Climate impacts in northern forests
Northern forests hold around 54% of the world’s total terrestrial carbon stock and contribute more than one-third to our global terrestrial carbon sink. This report reviews the impact of human induced
Northern forests hold around 54% of the world’s total terrestrial carbon stock and contribute more than one-third to our global terrestrial carbon sink. This report reviews the impact of human induced
<p>Mangrove forests are highly productive but globally threatened coastal ecosystems, whose role in the carbon budget of the coastal zone has long been debated. Here we provide a comprehensive synthesis
Long-term monitoring of distributed, multiple plots is the key to quantify macroecological patterns and changes. Here we examine the evidence for concerted changes in the structure, dynamics and composition of old-growth Amazonian forests in the late twentieth century. In the 1980s and 1990s, mature forests gained biomass and underwent accelerated growth and dynamics, all consistent with a widespread, long-acting stimulation of growth. Because growth on average exceeded mortality, intact Amazonian forests have been a carbon sink.
Millions Of Tonnes Buried By Norwegian Platform Sleipner Platform: With planet Earth engaged in a heated race against global warming, "carbon capture and storage' (CCS) has brought a ray of hope, and a Norwegian gas platform is leading the way. The Sleipner platform in the North Sea, a mammoth steel and cement structure, has successfully buried millions of tonnes of CO2 under the seabed for the past 12 years in a pioneering project.
The present study aims at assessing the influence of different vegetal covers, changes in landuse pattern and heterogeneity of physical fractions of the soil organic carbon (SOC) pool on soil carbon. A tropical sanctuary area with some anthropogenic activities was taken as the study area.
Boreal forests serve as important global sources or sinks of carbon (C) and wildfire is a major driver of C storage in these forests. Although fire releases CO2 to the atmosphere, it also converts plant biomass into forms of black carbon, such as charcoal, that are resistant to microbial attack and persist in the soil for thousands of years.

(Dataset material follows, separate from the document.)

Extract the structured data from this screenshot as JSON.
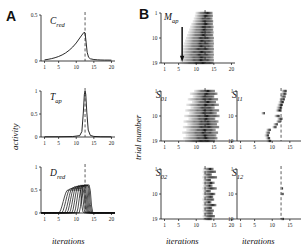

It has frequently been suggested that, because of its resistance, black C can serve as an important long-term C sink that may help offset the release of human-induced CO2 to the atmosphere.
The mountain pine beetle (Dendroctonus ponderosae Hopkins, Coleoptera: Curculionidae, Scolytinae) is a native insect of the pine forests of western North America, and its populations periodically erupt into large-scale outbreaks. During outbreaks, the resulting widespread tree mortality reduces forest carbon uptake and increases future emissions from the decay of killed trees.
EXXON Mobil has raised fresh concerns over Federal Government plans to establish a world-first regulated carbon capture and storage system in Australia. The oil giant operates the Bass Strait oil and gas fields, which have been targeted as eventual homes for the storage of greenhouse gases from the planned $5 billion Monash Energy coal-to-liquids project in the Latrobe Valley, a joint venture between Shell and Anglo American.
A potential new weapon in the battle against global warming - to remove carbon from the atmosphere by locking it up permanently in soil minerals - is being developed at Newcastle University in the UK. When plants absorb carbon dioxide from the atmosphere during photosynthesis, they use some of the carbon to grow. But most is pumped through the roots into the earth around them and then escapes back into the atmosphere or groundwater.
Global warming is one of the most devastating problems of the new millennium. The Kyoto Protocol is the first step towards an international strategy to limit greenhouse gas emissions which in turn helps to mitigate the global climate change. A decision was made in Marrakech Conference of Parties (2001), to include the afforestation and reforestation as the only eligible activities of the CDM.
Research findings are presented on the chemical environment and nutrient dynamics in Hokersar wetland ecosystem of Kashmir Himalayas (J&K). The water body is characterised by calcium-rich water and dominance of bicarbonate anion. The estimation of nutrient pools in principal components (water, sediments and macrophytes) indicates sediments as long-term major sink (>99%); the sequence being sediment>water>macrophytes.